Emerging as a central area of disagreement is the component of the school funding formula that provides extra money for districts with high concentrations of low-income students. In the bill filed by Chang-Diaz, districts with the highest concentration of low-income students would receive double the baseline per pupil funding established by the formula. The governor’s bill would give those districts a roughly 57 or 58 percent increase for each low-income student.

Under the House bill, districts with the lowest concentration of low-income students would receive a 50 percent higher level of aid for each such student, with progressively greater add-on payments for districts with higher percentages of low-income students.

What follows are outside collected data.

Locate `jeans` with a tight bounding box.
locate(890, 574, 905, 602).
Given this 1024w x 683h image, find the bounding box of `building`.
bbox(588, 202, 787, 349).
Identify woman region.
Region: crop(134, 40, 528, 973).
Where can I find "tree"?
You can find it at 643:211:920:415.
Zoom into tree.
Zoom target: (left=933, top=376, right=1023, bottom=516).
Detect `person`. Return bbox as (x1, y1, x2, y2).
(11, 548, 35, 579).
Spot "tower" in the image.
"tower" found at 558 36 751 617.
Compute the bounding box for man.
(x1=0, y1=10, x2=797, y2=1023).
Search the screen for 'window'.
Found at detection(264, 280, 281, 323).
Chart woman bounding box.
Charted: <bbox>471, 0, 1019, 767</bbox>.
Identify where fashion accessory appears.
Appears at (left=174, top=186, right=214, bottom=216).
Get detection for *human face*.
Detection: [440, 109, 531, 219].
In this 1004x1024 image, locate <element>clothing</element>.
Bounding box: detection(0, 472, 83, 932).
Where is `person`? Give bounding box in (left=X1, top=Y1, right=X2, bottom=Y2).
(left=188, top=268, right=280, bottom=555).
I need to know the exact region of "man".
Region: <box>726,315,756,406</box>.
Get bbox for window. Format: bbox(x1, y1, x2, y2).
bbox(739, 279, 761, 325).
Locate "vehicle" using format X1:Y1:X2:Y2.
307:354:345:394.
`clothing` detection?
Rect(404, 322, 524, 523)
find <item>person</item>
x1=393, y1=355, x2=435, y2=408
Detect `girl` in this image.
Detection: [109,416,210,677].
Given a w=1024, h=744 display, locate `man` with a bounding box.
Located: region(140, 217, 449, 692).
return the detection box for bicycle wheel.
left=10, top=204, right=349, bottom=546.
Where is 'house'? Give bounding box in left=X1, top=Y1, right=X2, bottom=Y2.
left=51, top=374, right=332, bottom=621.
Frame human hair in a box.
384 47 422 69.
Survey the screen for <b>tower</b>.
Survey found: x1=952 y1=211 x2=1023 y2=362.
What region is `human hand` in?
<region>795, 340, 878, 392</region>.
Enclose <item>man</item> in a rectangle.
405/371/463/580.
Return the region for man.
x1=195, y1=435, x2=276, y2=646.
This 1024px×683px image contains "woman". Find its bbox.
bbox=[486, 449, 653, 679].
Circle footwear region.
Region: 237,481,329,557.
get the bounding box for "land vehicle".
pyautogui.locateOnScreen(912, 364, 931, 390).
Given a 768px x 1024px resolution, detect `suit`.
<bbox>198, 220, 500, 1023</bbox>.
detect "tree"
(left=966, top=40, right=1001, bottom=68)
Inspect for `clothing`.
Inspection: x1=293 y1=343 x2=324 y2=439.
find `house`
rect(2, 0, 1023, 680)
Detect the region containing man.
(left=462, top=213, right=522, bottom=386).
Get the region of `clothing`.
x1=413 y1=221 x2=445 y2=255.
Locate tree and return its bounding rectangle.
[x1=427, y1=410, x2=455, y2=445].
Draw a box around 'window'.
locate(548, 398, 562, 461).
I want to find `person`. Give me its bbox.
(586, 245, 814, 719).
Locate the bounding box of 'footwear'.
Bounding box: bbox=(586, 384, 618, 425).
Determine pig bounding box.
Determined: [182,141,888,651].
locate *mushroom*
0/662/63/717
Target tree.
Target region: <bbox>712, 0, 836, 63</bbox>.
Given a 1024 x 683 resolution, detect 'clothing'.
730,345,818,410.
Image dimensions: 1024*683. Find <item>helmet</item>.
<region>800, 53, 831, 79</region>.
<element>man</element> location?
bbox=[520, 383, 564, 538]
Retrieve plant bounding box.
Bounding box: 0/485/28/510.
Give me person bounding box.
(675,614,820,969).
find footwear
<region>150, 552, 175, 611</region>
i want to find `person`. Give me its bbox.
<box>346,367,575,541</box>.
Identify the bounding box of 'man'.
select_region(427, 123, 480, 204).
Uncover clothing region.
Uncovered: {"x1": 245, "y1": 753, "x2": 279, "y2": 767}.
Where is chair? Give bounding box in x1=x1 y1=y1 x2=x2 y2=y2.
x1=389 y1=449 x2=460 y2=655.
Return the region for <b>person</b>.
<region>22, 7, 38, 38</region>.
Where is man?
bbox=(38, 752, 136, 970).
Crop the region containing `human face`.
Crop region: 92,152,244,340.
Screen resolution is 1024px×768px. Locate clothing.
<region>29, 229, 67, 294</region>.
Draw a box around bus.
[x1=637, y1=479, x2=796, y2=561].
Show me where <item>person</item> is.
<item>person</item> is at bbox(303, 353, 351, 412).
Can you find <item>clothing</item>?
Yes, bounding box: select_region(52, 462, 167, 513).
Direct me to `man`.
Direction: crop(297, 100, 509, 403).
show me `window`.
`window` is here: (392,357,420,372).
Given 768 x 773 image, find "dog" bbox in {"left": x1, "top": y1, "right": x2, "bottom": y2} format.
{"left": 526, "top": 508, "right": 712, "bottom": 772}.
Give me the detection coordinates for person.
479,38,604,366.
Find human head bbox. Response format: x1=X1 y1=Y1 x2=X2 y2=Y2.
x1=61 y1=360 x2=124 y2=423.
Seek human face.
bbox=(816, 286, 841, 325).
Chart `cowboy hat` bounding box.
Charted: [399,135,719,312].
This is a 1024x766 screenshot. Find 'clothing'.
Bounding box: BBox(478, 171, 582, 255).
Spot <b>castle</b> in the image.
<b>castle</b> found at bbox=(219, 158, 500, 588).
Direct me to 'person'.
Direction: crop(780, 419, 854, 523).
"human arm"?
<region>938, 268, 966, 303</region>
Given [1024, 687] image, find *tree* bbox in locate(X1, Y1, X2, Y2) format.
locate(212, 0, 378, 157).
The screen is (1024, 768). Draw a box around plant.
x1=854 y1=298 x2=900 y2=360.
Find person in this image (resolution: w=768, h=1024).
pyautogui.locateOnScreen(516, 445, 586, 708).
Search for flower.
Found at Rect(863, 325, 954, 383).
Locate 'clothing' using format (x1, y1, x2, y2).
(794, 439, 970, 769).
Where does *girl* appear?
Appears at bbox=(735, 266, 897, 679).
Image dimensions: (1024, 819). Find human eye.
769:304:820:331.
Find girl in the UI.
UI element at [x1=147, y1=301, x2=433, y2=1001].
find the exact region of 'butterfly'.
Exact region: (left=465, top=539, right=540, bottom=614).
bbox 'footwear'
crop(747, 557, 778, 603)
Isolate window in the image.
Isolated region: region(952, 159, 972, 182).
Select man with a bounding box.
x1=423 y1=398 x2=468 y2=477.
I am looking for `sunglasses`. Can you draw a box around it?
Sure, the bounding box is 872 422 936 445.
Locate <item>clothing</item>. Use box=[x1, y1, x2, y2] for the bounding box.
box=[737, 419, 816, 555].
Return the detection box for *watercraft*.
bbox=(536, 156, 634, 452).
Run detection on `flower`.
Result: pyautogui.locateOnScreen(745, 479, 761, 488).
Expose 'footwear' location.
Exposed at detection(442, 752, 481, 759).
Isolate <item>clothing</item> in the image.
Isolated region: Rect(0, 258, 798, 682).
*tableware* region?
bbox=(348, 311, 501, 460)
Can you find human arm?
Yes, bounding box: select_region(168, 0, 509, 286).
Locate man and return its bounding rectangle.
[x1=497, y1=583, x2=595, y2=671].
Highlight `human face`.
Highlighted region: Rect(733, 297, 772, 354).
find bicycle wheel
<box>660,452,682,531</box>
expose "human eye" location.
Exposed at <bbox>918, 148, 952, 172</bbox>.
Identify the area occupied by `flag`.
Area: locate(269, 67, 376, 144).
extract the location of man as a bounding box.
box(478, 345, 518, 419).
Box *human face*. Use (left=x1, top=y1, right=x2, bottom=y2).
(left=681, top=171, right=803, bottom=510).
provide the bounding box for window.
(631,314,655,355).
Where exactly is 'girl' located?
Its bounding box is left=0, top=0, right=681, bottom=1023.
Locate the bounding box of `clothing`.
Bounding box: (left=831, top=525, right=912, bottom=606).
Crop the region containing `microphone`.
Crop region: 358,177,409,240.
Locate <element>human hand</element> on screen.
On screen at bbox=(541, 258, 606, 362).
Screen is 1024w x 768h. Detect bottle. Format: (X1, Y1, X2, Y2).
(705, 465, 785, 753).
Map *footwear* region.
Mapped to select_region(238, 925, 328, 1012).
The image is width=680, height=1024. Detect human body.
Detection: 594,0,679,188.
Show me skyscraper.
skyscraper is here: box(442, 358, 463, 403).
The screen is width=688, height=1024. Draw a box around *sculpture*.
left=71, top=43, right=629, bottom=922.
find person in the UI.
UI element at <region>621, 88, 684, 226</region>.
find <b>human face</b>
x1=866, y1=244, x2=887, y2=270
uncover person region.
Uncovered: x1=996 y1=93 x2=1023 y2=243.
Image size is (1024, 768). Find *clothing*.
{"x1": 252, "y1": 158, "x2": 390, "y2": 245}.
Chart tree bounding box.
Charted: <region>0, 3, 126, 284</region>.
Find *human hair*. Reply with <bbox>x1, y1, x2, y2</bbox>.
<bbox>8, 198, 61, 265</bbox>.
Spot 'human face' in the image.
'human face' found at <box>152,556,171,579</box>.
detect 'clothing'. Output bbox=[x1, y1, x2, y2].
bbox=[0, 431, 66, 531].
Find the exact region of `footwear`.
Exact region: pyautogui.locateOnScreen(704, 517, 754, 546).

While the Senate education committee chair is taking a lead role in early stages of the debate, the House bill was not filed by that chamber’s education committee chair, Alice Peisch, but by a rank-and-file member of the committee.

“I remain fully committed to adopting a plan to implement the recommendations of the [Foundation Budget Review Commission] this year and will be cosponsoring the bill filed by Rep. Tucker,” Peisch said in a statement. “As the representative from Salem, a Gateway City, and a member of the Education Committee for the past two sessions, Rep. Tucker appreciates the impact that implementing these recommendations will have and I look forward seeing the bill progress.”

Asked on Friday about the bill filed in the House, Speaker Robert DeLeo said in a statement: “Rep. Tucker has proven to be a strong public school advocate who understands the needs and challenges facing our low-income school districts, and I look forward to working with him on this important issue.”

The House bill would also establish a Student Supports Fund, which superintendents, principals, or even individual teachers in districts or schools with a high concentration of low-income students could apply for funding to develop classroom programming tailored to student needs.

Baker’s bill also includes discretionary funds that the state education commissioner could award to low-performing districts. The governor’s bill would also let the commissioner withhold state aid for administrative functions to districts that fail to implement provisions of state-directed turnaround plans at chronically underperforming schools.

That provision was met with strong criticism from teachers’ unions and other advocates. The House bill does not include any such provision.